Thatcher and the Kazakhstan connection
Borat, aka Sacha Baron Cohen, has not been the only colourful figure to visit the despotic regime of Kazakhstan lately. Sir Mark Thatcher, son of the former Prime Minister Margaret Thatcher and a man who attracts trouble like mud, allegedly used his mother’s name to help secure a deal for himself there worth up to £300,000 a year to promote an oil company connected to the country’s dictatorial president, Nursultan Nazarbayev.
Thatcher travelled to Kazakhstan to meet the president in May 2004 with a letter of recommendation from his mother, according to the Sunday Times. The next day, he signed a deal in which he agreed to represent the interests of a Kazakh oil company, Ar-Oil, abroad in exchange for four quarterly payments of £75,000. Thatcher has confirmed the deal – though he says he only received a figure "more like £30,000" - but he denies a further claim by the newspaper that the contract also involved him lobbying on behalf of the repressive country itself.
According to Yerzhan Dosmukhamedov, an adviser to the president’s son-in-law, Timur Kulibayev, whose father was then the leading shareholder in Ar-Oil, the deal was also to represent the country’s interests generally. Dosmukhamedov, who claims to have been present at the meeting, told the Sunday Times: "Mark Thatcher stated to Nazarbayev that his family, his mother and himself, would be delighted to help him with his image internationally."
Thatcher confirmed that he had given the Kazakh president a supportive letter from his mother at a meeting at an airport.
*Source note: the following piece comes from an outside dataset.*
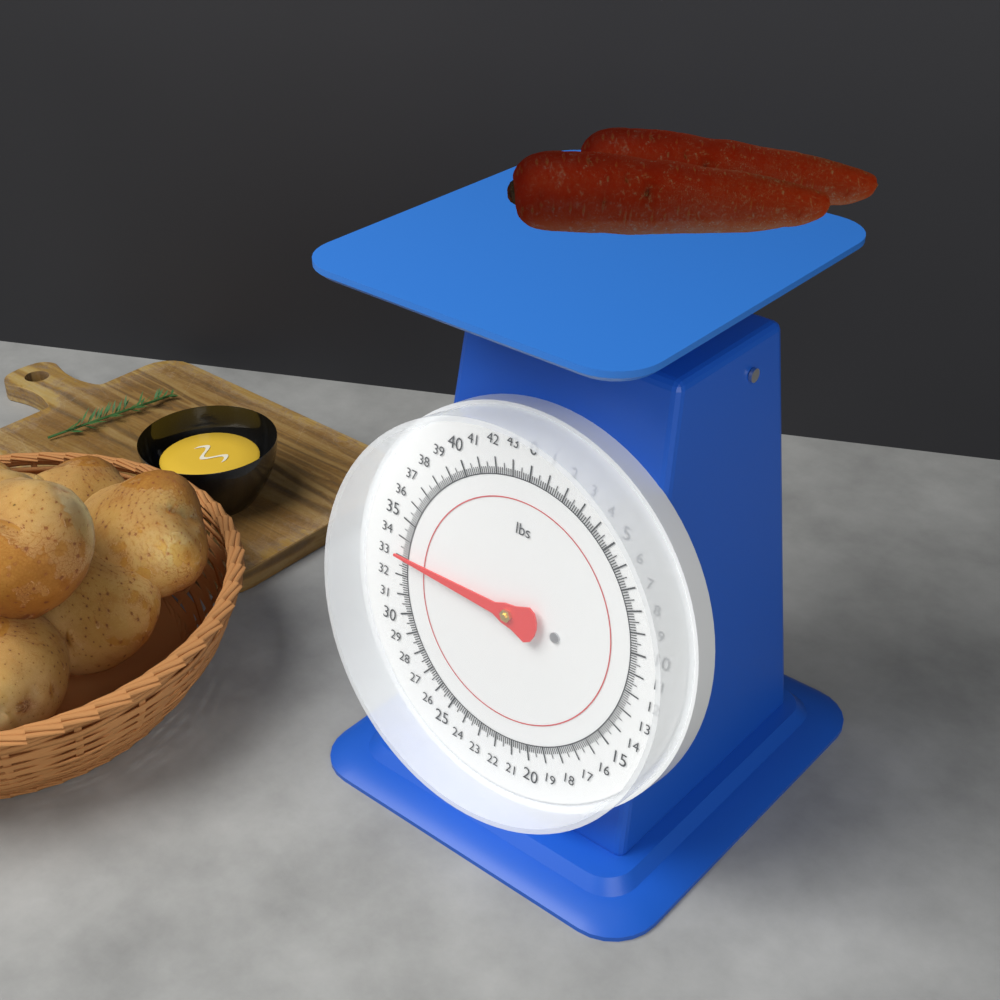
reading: 33.125 lbs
He said that the deal was terminated by August because he realised he would have to spend too long in the central Asian company.
Thatcher does run into problems away from home. He lived in America for a number of years but left for South Africa after he settled a civil legal action for alleged racketeering. Then, in South Africa, his marriage broke up and he was fined and given a four-year suspended sentence in 2005 after pleading guilty to unwittingly abetting Simon Mann’s infamous attempt at a coup in Equatorial Guinea.